Whether PostgreSQL supports message pipelining is a legitimate concern. The PostgreSQL client protocol uses a length-prefix framing technique. Thus, it knows precisely how many bytes to read to process a message. When PostgreSQL processes a message, it reads the exact amount of bytes for this message. Then it writes the response message and resumes message processing. When the client pipelines several messages, PostgreSQL only reads the first message and then reads the following message once it has written the response message; the only difference lies in the fact that the client did not wait for the response to send a message:
The Vert.x PostgreSQL Client supports connection-level pipelining and pool-level pipelining:
- Connection-level pipelining allows pipelining queries on the same connection.
- Pool-level pipelining exposes a client API backed by a connection pool. It can pipeline several queries on any connection of the pool. The pool can apply optimizations such as choosing the most appropriate connection (e.g., the connection with the less inflight commands)
Let’s have a look at the effect of pipelining on the client.
We developed a benchmark measuring the execution of 5000 queries on a single PostgreSQL connection; each execution is configured to use different levels of pipelining.

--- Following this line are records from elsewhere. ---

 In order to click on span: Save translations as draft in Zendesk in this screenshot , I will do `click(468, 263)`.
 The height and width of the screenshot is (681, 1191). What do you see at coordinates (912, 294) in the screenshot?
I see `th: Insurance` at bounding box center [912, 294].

This benchmark was executed on Kubernetes running on AWS.
The client and the database run in different pods but running on the same node.
The first result shows pipelining at level 1 and provides a baseline for the test. This is equivalent to a non-pipelining connection since, at most, one query will be sent to the database.
The second (pipelining level 2) and third (pipelining level 4) results show the benefit of pipelining. It significantly increases the performance.
The last result shows that greater levels of pipelining (16) have a minimal effect on performance in practice.
Summary
Like HTTP, database protocols were created during the '80s and share similar protocol limitations.
PostgreSQL’s protocol is currently at version 3, and there are concerns about improving the protocol in this regard. The V4 wire protocol changes and the wanted features for V4 documents share concerns about version 4 with pipelining and multiplexing in mind. PostgreSQL also has a proposed feature called Protocol hooks that decouples PostgreSQL from the current protocol. It aims to provide extensibility of the wire protocol. Such a feature could be an enabler for multiplexing.
It took 25 years to deliver HTTP/2 and introduce multiplexing to increase performance drastically. Most database protocols have not followed the same path yet and remain in the stone age of connection pooling (at least databases with an openly documented protocol). Multiplexed database protocols could improve performance, and make connection pools a thing of the past. It would also provide the foundation for efficient data streaming from databases.